You are completely full of ****.
You going to actually refute my explanation of why? No? Okay, you're completely full of **** too. That's the level you want to argue on.
and you're arrogant as possible in the process.
To quote Battuta, maslo's only contribution to most of these topics is that by his ignorance other people might learn something when it's explained to him. I dunno man where were you when he was talking about doing exactly what ISIS wants us to do so that we can beat ISIS? When he could never engage with a point, only slide the goalposts?
The panicked flailing of arms the US did after 9/11 did nothing to stop terrorism, the biggest thing we did was give every jihadi on earth a huge flashing bullseye in iraq to go after, THAT is the only reason there were not that many major events in the western world (none in the US iirc) for 8ish years.
Like, I hate to be the guy to tell you this, but Osama bin-Laden doesn't agree with your analysis. The papers picked up in the raid that killed him and have been declassified are pretty clear about his frustration with his compatriots. He urged them to go global, they went local, he urged them to go big, they went small, he urged them to coordinate, they decentralized (because gathering together exposed them to elimination by drone strike, natch).

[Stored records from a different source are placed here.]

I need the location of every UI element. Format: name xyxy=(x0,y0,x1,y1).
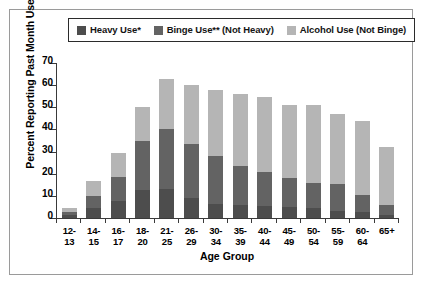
x-axis-tick-label: 14-15 xyxy=(81,226,105,247)
x-tick-label-line1: 55- xyxy=(326,226,350,237)
bar-stack[interactable] xyxy=(86,181,101,218)
x-axis-tick xyxy=(374,218,375,223)
legend-label: Heavy Use* xyxy=(90,25,141,35)
x-axis-tick-label: 16-17 xyxy=(106,226,130,247)
x-axis-tick-label: 50-54 xyxy=(301,226,325,247)
x-tick-label-line1: 50- xyxy=(301,226,325,237)
x-tick-label-line2: 17 xyxy=(106,237,130,248)
legend-swatch-icon xyxy=(77,26,86,35)
x-tick-label-line2: 49 xyxy=(277,237,301,248)
y-axis-tick-label: 60 xyxy=(29,78,53,88)
bar-stack[interactable] xyxy=(135,107,150,218)
bar-segment xyxy=(184,198,199,218)
figure: Heavy Use*Binge Use** (Not Heavy)Alcohol… xyxy=(0,0,423,293)
bar-segment xyxy=(330,114,345,184)
bar-segment xyxy=(208,156,223,204)
x-axis-tick-label: 18-20 xyxy=(130,226,154,247)
x-tick-label-line1: 12- xyxy=(57,226,81,237)
bar-segment xyxy=(184,85,199,144)
x-tick-label-line1: 21- xyxy=(155,226,179,237)
bar-stack[interactable] xyxy=(330,114,345,218)
y-axis-tick-label: 30 xyxy=(29,145,53,155)
bar-segment xyxy=(330,184,345,212)
y-axis-tick-label: 20 xyxy=(29,167,53,177)
bar-stack[interactable] xyxy=(282,105,297,218)
x-tick-label-line2: 15 xyxy=(81,237,105,248)
x-axis-label: Age Group xyxy=(56,250,398,262)
y-axis-tick-label: 10 xyxy=(29,189,53,199)
bar-segment xyxy=(208,90,223,156)
bar-segment xyxy=(306,183,321,208)
bar-segment xyxy=(282,105,297,178)
bar-stack[interactable] xyxy=(111,153,126,218)
bar-segment xyxy=(135,107,150,140)
y-axis-line xyxy=(56,63,57,219)
x-tick-label-line2: 34 xyxy=(204,237,228,248)
bar-segment xyxy=(159,189,174,218)
bar-segment xyxy=(379,215,394,218)
bar-segment xyxy=(306,208,321,218)
x-axis-tick xyxy=(349,218,350,223)
x-tick-label-line2: 39 xyxy=(228,237,252,248)
legend-entry: Heavy Use* xyxy=(77,25,141,35)
bar-segment xyxy=(111,177,126,201)
y-axis-tick-label: 70 xyxy=(29,56,53,66)
x-axis-tick-label: 40-44 xyxy=(252,226,276,247)
x-axis-tick-label: 12-13 xyxy=(57,226,81,247)
bar-segment xyxy=(355,212,370,218)
y-axis-tick-label: 40 xyxy=(29,122,53,132)
x-axis-tick xyxy=(251,218,252,223)
x-tick-label-line2: 44 xyxy=(252,237,276,248)
x-axis-tick xyxy=(56,218,57,223)
bar-segment xyxy=(330,211,345,218)
legend-swatch-icon xyxy=(287,26,296,35)
bar-stack[interactable] xyxy=(62,208,77,218)
x-tick-label-line2: 20 xyxy=(130,237,154,248)
plot-area: 010203040506070 12-1314-1516-1718-2021-2… xyxy=(56,63,398,218)
x-tick-label-line2: 13 xyxy=(57,237,81,248)
chart-legend: Heavy Use*Binge Use** (Not Heavy)Alcohol… xyxy=(68,18,415,42)
x-axis-tick xyxy=(80,218,81,223)
x-tick-label-line2: 54 xyxy=(301,237,325,248)
y-axis-tick-label: 50 xyxy=(29,100,53,110)
bar-segment xyxy=(355,121,370,195)
bar-segment xyxy=(233,94,248,166)
x-axis-tick xyxy=(276,218,277,223)
x-tick-label-line1: 18- xyxy=(130,226,154,237)
bar-segment xyxy=(62,215,77,218)
x-axis-tick xyxy=(129,218,130,223)
bar-segment xyxy=(111,201,126,218)
bar-stack[interactable] xyxy=(257,97,272,218)
x-axis-tick-label: 45-49 xyxy=(277,226,301,247)
x-tick-label-line1: 30- xyxy=(204,226,228,237)
x-tick-label-line2: 29 xyxy=(179,237,203,248)
bar-segment xyxy=(379,147,394,205)
bar-stack[interactable] xyxy=(233,94,248,218)
bar-segment xyxy=(86,181,101,195)
bar-stack[interactable] xyxy=(184,85,199,218)
x-axis-tick-label: 21-25 xyxy=(155,226,179,247)
x-axis-tick-label: 55-59 xyxy=(326,226,350,247)
x-tick-label-line1: 40- xyxy=(252,226,276,237)
x-tick-label-line1: 26- xyxy=(179,226,203,237)
legend-label: Binge Use** (Not Heavy) xyxy=(167,25,274,35)
bar-segment xyxy=(135,141,150,191)
legend-entry: Binge Use** (Not Heavy) xyxy=(154,25,274,35)
x-tick-label-line1: 60- xyxy=(350,226,374,237)
x-axis-tick-label: 35-39 xyxy=(228,226,252,247)
bar-stack[interactable] xyxy=(379,147,394,218)
bar-segment xyxy=(233,205,248,218)
x-axis-tick xyxy=(325,218,326,223)
bar-segment xyxy=(257,172,272,206)
bar-segment xyxy=(282,207,297,218)
legend-entry: Alcohol Use (Not Binge) xyxy=(287,25,406,35)
bar-segment xyxy=(86,196,101,208)
bar-segment xyxy=(282,178,297,207)
bar-stack[interactable] xyxy=(159,79,174,218)
bar-stack[interactable] xyxy=(355,121,370,218)
bar-segment xyxy=(306,105,321,183)
x-tick-label-line1: 35- xyxy=(228,226,252,237)
bar-segment xyxy=(159,129,174,189)
bar-stack[interactable] xyxy=(306,105,321,218)
bar-stack[interactable] xyxy=(208,90,223,218)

Of course, you're also not actually engaging with what I said really did change after 9/11, which was that resources were applied on the intelligence side via NSA and the drone campaign started disrupting leadership and coordination. Rather than argue about what I actually said, you're moving the goalposts to airport security because that makes a more convenient argument for you.
To borrow your own phraseology, you're full of ****. You don't even have the courtesy to pretend otherwise.
ISIS has the same Wahabi/Salafi ideology behind it the 9/11 attacks had.
Actually it doesn't. Remember al-Qaeda still exists and considers ISIS an enemy to the point blood has been shed between the two. ISIS' ideology and theology has crossed a line in al-Qaeda's eyes, taken on apocalyptic nonsense and a disturbing willingness to accuse other Muslims of apostasy on what even al-Qaeda would regard as flimsy pretexts.
I've pointed this out in previous threads.
A shift in tactics does not denote a completely different war.
Go back and read the posts again. I never argued for a completely different war. I argued for a break in methodology, effectiveness as a social and political tool, and in organization and skill level. Eras and wars are not the same thing.
The current strategy of large numbers of small attacks is arguably more effective because it keeps the terror in people's minds constantly at a lower operational cost and with a lower requirement of complexity. complex plans requiring resources are inherently vulnerable, if you can get the same result with something simpler that is less likely to fail due to some of the many complexities going awry, you have a better plan.
This is all true insofar as it goes, but you're making some assumptions that aren't warranted. Europe's going through a sequence right now, but there was no way to know beforehand that it would become a series, or to ensure it did so. America's experience with the lone-wolf ISIS method has been distinctly less continuous, with months elapsing between attacks; global media doesn't make for local experience of fear. Europe is thousands of miles away and they're not particularly
real to the average person in front of a television. Leaderless resistance lacks a guiding force to sustain or start it, as the white supremacists (coming full circle now) have learned to their frustration.